In a nutshell. Wealthy multi billion dollar tech company data center projects impact the residents in our community in disproportionate negative ways, first by decreasing property values of those in the direct path of their transmission lines routes and substations, decimating the environments they run through,  the carbon footprint that cannot be ignored, and finally, we get to the honor of then paying for their millions upon millions of energy infrastructure.

How is that equitable or fair?

In the reply back from Ms. Winn, it should have been crystal clear to everyone, there is not enough communication and planning between the different departments, and yet we all know that land use policy ,especially, is interconnected.  I wasn’t necessarily expecting an answer to my question about the integrity of our watershed with the proposed data center development, but that that critical aspect to healthy sustainable communities is not a part of anyone’s conversation planning the future for our county is troubling, especially given the challenges we face with climate change. People are literally freezing to death and burning alive in their own homes to due extreme weather events, isn’t about we time we started approaching how we plan our communities in a holistic way, not just pay lip service?

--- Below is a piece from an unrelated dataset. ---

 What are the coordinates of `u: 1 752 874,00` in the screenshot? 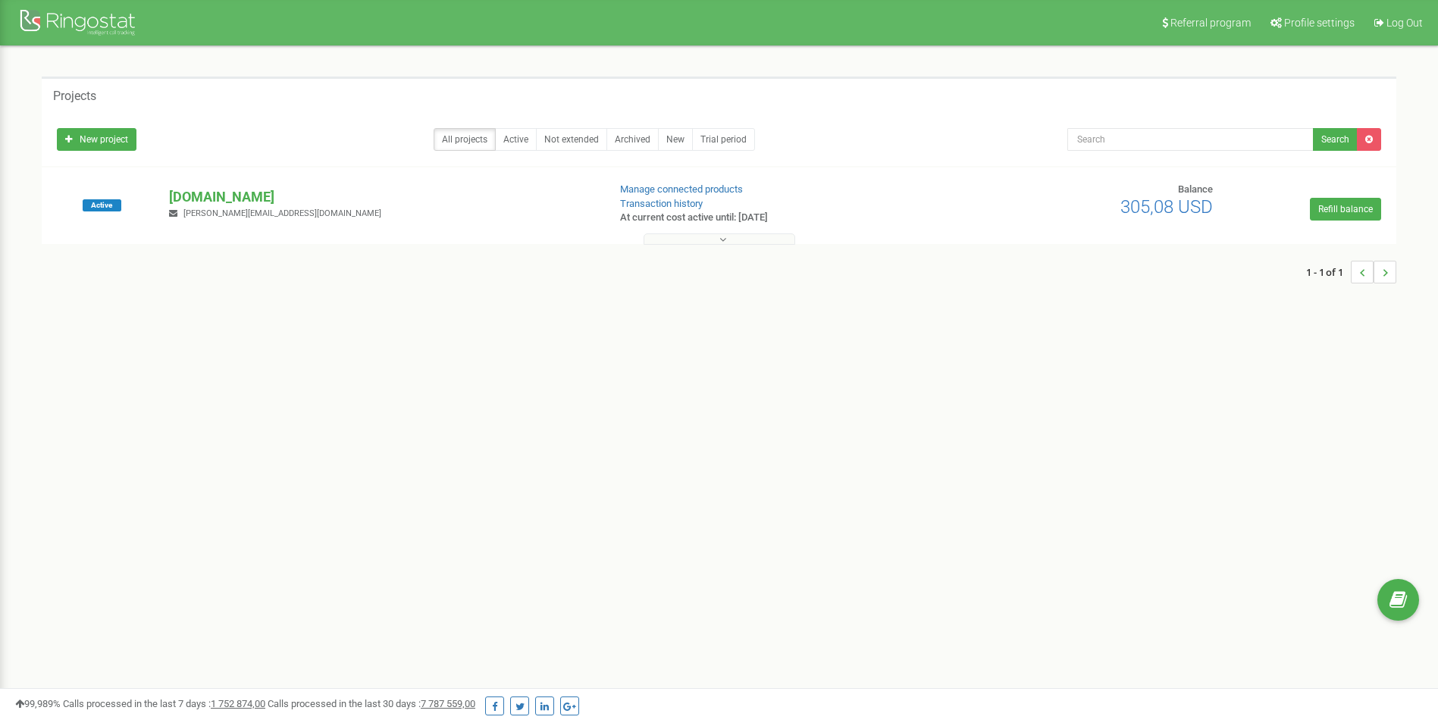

Data Centers contribute as much carbon as the aviation industry. Did you know that? As long as government officials like you are willing to put the burden of the infrastructure costs on the back of citizens, nothing is going to change, the way to incentivize innovation in data storage that will benefit everyone, will have to be done by forcing these bulk load customers to pay their own way. Period. THAT is fair, THAT is equitable.

The climate resolution you passed isn’t worth the paper it’s written on if you worship at the feet of these tech companies.

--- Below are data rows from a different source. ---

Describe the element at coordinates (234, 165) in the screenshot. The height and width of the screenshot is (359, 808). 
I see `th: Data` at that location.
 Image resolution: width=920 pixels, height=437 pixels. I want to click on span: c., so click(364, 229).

The biggest, covering a million square feet or more, consume as much power as a city of a million people. In total, they eat up more than 2 percent of the world’s electricity and emit roughly as much CO2 as the airline industry. And with global data traffic more than doubling every four years, they are growing fast.

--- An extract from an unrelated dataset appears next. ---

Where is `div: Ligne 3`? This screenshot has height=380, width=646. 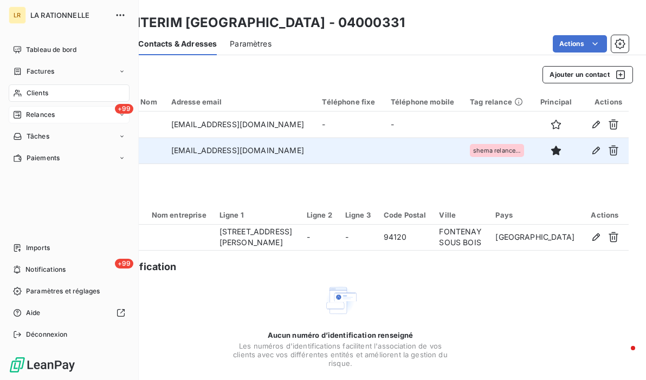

We all use data, but we ALL don’t participate in the profit. The people in Prince William County deserve to know what they are trading in your plan for data centers outside the overlay district.  What you are setting the stage for is that only data centers have value.  The ultimate result of your vision for this beautiful unique county is industrial blight.  There is NO compatibility with Data Centers in the rural area, or even in many places outside the overlay district.  You do understand I hope several thousand people engaged in the Amazon transmission light fight because at one point ten different routes were on a Dominion Map, and most of those were in the Development Area, just like the Carver Road Route.

Some people may not like me, they may not like the people in the community who feel it’s their right, or even their responsibility to engage in public policy that impacts their lives, but that will not change the facts on the record. For anyone who doesn’t understand the case, the line extension policy was being applied in a novel way and those who DO know the case, know exactly where that novel approach originated.

I certainly don’t remember Supervisors like Anne Wheeler running on a platform of industrial blight in the Rural Area, I must have missed that talking point. And anyone who believes you can trade industrial blight for conservation understands little to nothing about how sustainable conservation works. Please don’t treat the community like we are stupid and don’t suggest we are telling lies or crying chicken little. The facts say otherwise.

Is this our new motto in PWC?  “Come tour our beautiful national parks and open spaces but don’t mind all the transmission lines, substations and massive concrete buildings that are responsible for destroying our watershed”. Oh, I just had an idea, maybe we can PAINT murals on the sides of these concreate buildings of scenes of the environment that USE to be there…….

Life is about finding balance, passing an innovative long overdue AAOD is a farce and so is your climate resolution if you continue along this path of developing the rural area with data centers and high-density housing.